Can we hear about the refurb?
It ended up costing me almost a grand to get the wheels refinished. The concave profile of the wheels was also too much for the machine they used to refinish so they had to do some extra work or something which raised the price .

Quote:
Originally Posted by xkegto View Post
ECS tech guy said 28mm is spot on. Surely one could use a couple washers if he is incorrect and 26mm is perfect ?

Apologies for bandwidth. Should I have machine shop chop off 2mm, look for 2 mm spacer (and if so please link), add washers or ?? Don't want 2mm of wheel wobble for my efforts.

Here's a twist: I just measured a factory stud and it's 2 inches overall.
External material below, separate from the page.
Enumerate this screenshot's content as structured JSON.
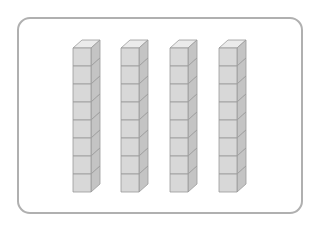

The factory says 26mm of that is threads. The Gorilla units are 2.3 inches. I wonder if BMW counts the conical space between the threads and the bolt top as the thread measurement whereas Gorilla (and everybody else) only counts the threads?
The bolts ECS has listed as factory replacement are 26mm. The threaded part is what you need to measure. If they are too long you run the risk of over penetrating the hub and hitting things behind them because the hub doesn't have a back to the hole, it just goes straight through. There is some wiggle room in that measurement, but not much. I did this by accident when I put on my new wheels with the Gorilla bolts. I bought 40mm bolts, but with the 10mm spacer I should have used 36mm bolts. We cut the front bolts to match the stock size, but in the rears over penetrated just enough to rub against the parking brake components.

Best bet in my opinion is get bolts that look the way you want and are too long. Take off a stock wheel and measure how far the stock bolt sticks out into where the hub would be, and then cut the new bolts to stick that far out from the new wheel. As long as the end of the threading from the new bolt that sticks out from the new wheel is the same length and the stock bolt from the stock wheel, you should be good.